PENNSTAC
Looking Back at a Prototype




It had the honor of occupying its very own room in Electrical Engineering West. With its two thousand germanium diodes and its myriad of blinking lights it looked far more impressive than its table-top descendants. In this, the one-hundredth year of the Department of Electrical and Computer Engineering, it seems appropriate to recall that summer day in 1956 when the Pennsylvania State University launched itself into the fledgling field of computer engineering.

That was the day that PENNSTAC (Penn State Automatic Computer) was born. - It may be more accurate to say that this was the day that PENNSTAC took its first steps. The birth of the University's first working computer actually began two years earlier when faculty and students began wiring the different components of PENNSTAC, which contained parts that had been purchased, donated, and just plain improvised. The entire cost of the computer was about fifty thousand dollars, by no means cheap, but quite remark able considering similar models were retailing for $250,000 at about the same time. The relative low cost of the project was testament to the shrewdness of the faculty and students of the time. Dr. Arthur H. Waynick, head of the Department of Electrical Engineering during PENNSTAC's development, and Professor Harold I. Tarpley, who would become head of the University's first computer lab, used only $25,000 of University money. Assistance came from the National Science Foundation, which donated, $17,000 and from IBM and General Electric, each of which donated various components.

Some alumni may recall the student's role in PENNSTAC's development since students at the time helped wire the machine. Dr. William Adams, head of the Engineering Computer Laboratory, was one of the students. According to Adams, students were given fifty cents an hour for their labor. Adams later did a doctoral thesis on the computer. Many others would follow.

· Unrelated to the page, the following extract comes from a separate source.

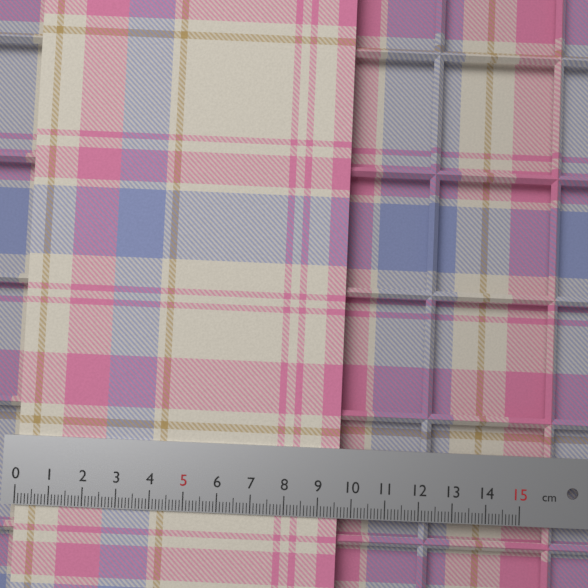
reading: 9.6 cm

It is interesting to note just how far computer engineering has progressed in the thirty-six years since PENNSTAC blinked to life. According to Adams, this early prototype had only about one tenth the power of modern day PCs. Because PENNSTAC ran on vacuum tubes, it had to have a built in cooling system.

"We could only run PENNSTAC for a few hours at a time before it overheated and we had to shut it down," recalls Adams. The model was also somewhat difficult to operate since it could only be inputted by using binary numbers. Users at the time had to know the inner workings of their computer in order to work with it. "It wasn't exactly user friendly," says Adams.

These drawbacks, though, were common to all early computers. While PENNSTAC quickly became obsolete (It was replaced by a better DEC-10 model in 1968, a unit still operating in a limited role in the basement of EE West) it is important to recognize its trailblazing role within the University

There is some evidence to suggest that PENNSTAC was the first computer to be put to commercial use at an American university. PENNSTAC did computations for the School of Agriculture that helped Pennsylvania farmers predict season yields. PENNSTAC, like all of the fledgling computer systems, was a prototype for better things to come. Students could look at some of the short comings of the system and figure out ways to improve them. It was a tool for learning, as well as problem solving. When PENNSTAC was replaced in 1968, it had already accomplished its main purpose - launching Penn State into the computer age.

For several years the control panel of PENNSTAC was kept on display in Hammond Building as a beeping, flashing reminder of an earlier era in the Department of Electrical Engineering.

Today, it is kept in several storage crates in the basement of Electrical Engineering West under the watchful eye of Dr. Adams. The name plate remains as do some of the separate components of the system. Within those boxes lies an important piece of Penn State history, a testament to the hard work and savvy of students and faculty who built a state-of-the-art computer for a little under $50,000.